Mid-Autumn Festival (or Moon Festival) is one of the most colorful among the many traditional Chinese festivals celebrated in Hong Kong, China. For hundreds of years, along with Chinese New Year, the Mid-Autumn Festival has been one of the most important Chinese festivals, a time when families get together to celebrate the abundance of a good harvest and to gaze at the full moon. Children play with lanterns of different shapes and colors adding a delightful ambient to the festivities.
This year, Mid-Autumn Festival falls in September. People enjoy one day off on that day which is usually connected with the weekend. The Mid-Autumn holiday in Hong Kong starts from September 6th until 8th.
The Mid-Autumn celebrations always include colorful Chinese lanterns. Shops all over town sell colored Chinese paper lanterns usually in the shape of animals, but more recently, in the shape of space ships and cartoon characters etc. There are also large thematic lantern displays in different areas of Hong Kong. Mid-Autumn Festival is given a modern treatment now in Hong Kong, where glowing lanterns merge with the city’s neon signs, fiery dragon dance through the busy streets and a full moon shines down on a festive metropolis.
Moon cakes are a traditional and indispensable part of the Hong Kong Mid-Autumn festivities (so the event is also called Moon Cake Festival). Mooncakes are available from bakeries, supermarkets and some restaurants from about the end of August. Friends and relatives give one another moon cakes as gifts to convey blessings and good fortune.

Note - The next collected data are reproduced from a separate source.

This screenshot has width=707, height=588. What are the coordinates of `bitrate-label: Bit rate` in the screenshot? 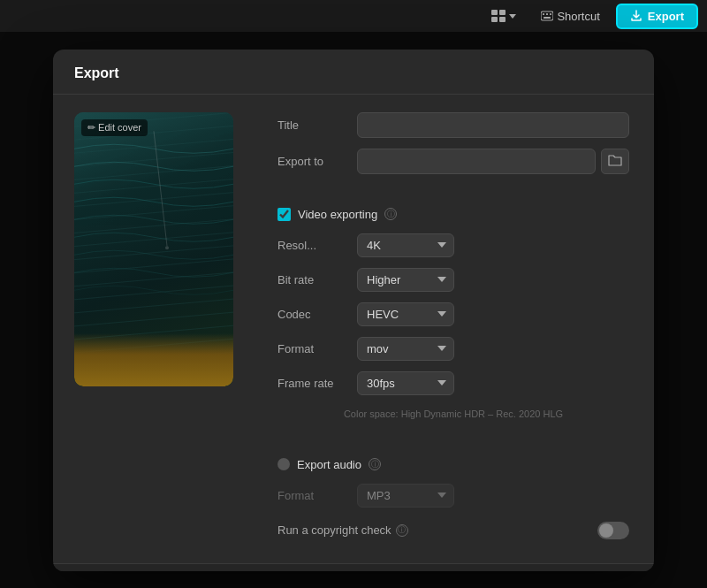 It's located at (313, 279).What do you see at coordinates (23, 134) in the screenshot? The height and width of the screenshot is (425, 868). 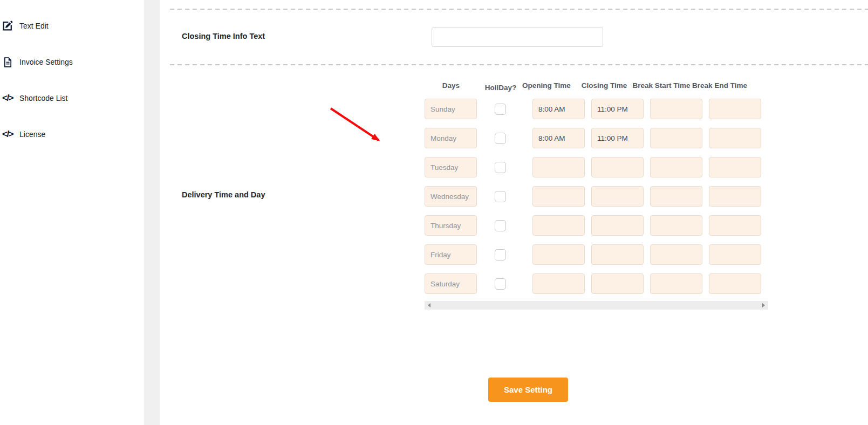 I see `sidebar-item-license: </> License` at bounding box center [23, 134].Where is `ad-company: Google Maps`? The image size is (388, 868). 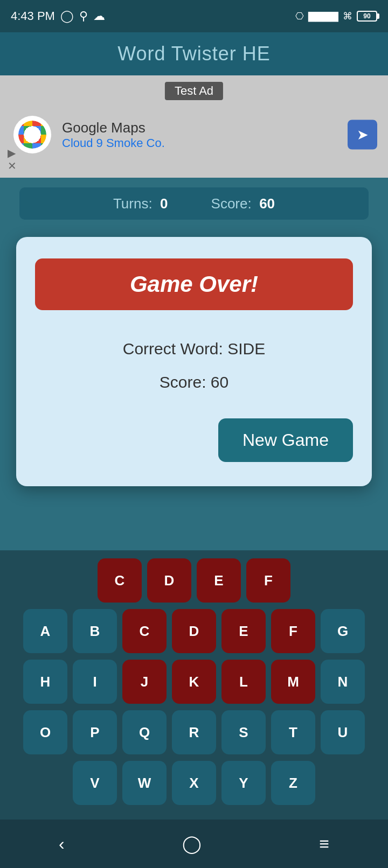
ad-company: Google Maps is located at coordinates (113, 128).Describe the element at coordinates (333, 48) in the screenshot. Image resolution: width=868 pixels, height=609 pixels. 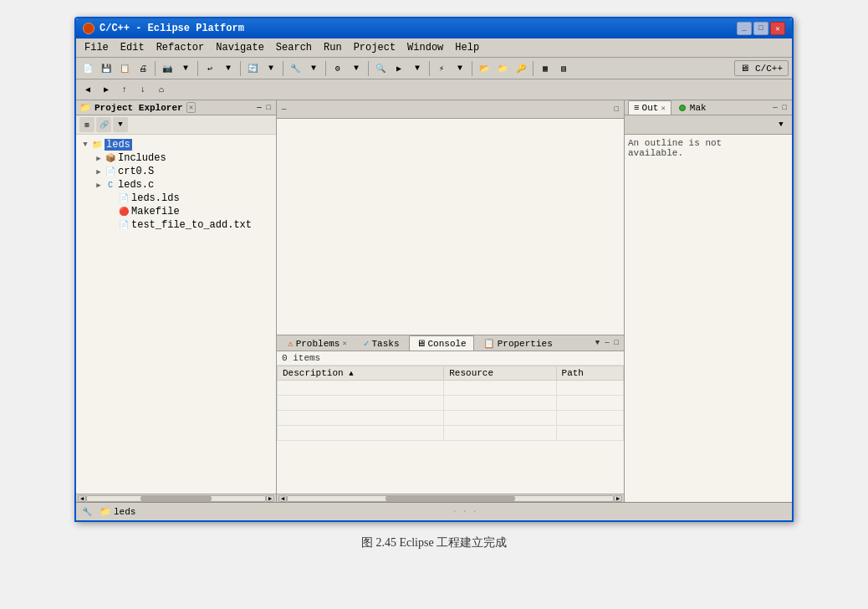
I see `menu-run: Run` at that location.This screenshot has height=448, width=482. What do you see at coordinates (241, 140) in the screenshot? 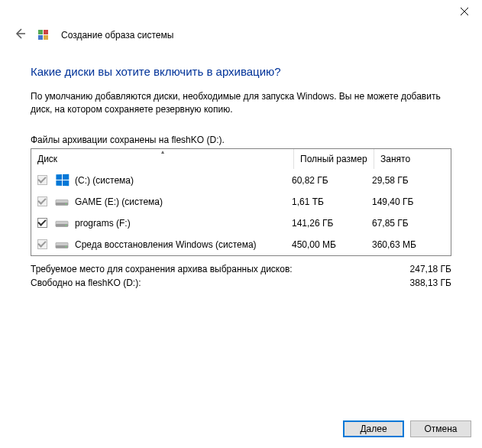
I see `backup-location-text: Файлы архивации сохранены на fleshKO (D:…` at bounding box center [241, 140].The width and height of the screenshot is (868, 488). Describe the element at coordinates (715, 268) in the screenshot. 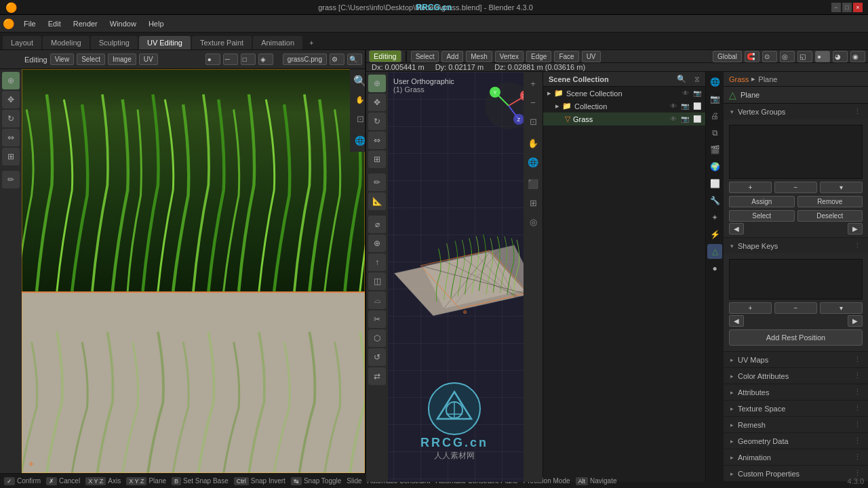

I see `props-icon-material: ●` at that location.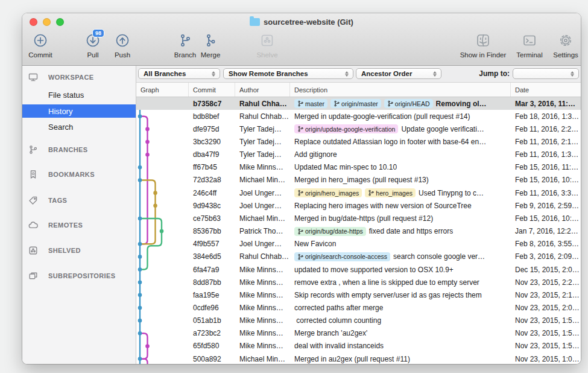 Image resolution: width=588 pixels, height=373 pixels. Describe the element at coordinates (179, 74) in the screenshot. I see `branch-filter-dropdown: All Branches` at that location.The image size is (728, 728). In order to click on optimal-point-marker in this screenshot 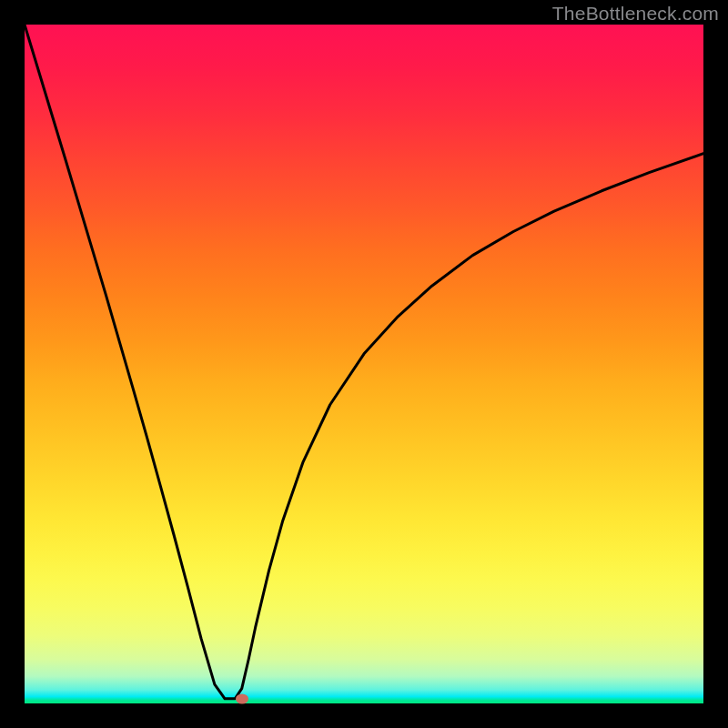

Moon cakes date back to the Yuan dynasty when Han Chinese rebels passed secret messages to one another hidden in the cakes to prevent their plans for insurrection being discovered by their Mongolian rulers. Since the moon cake is round in shape, it symbolizes the reunion of a family, so it is easy to understand how the eating of moon cakes under the round moon can inspire the missing of distant relatives.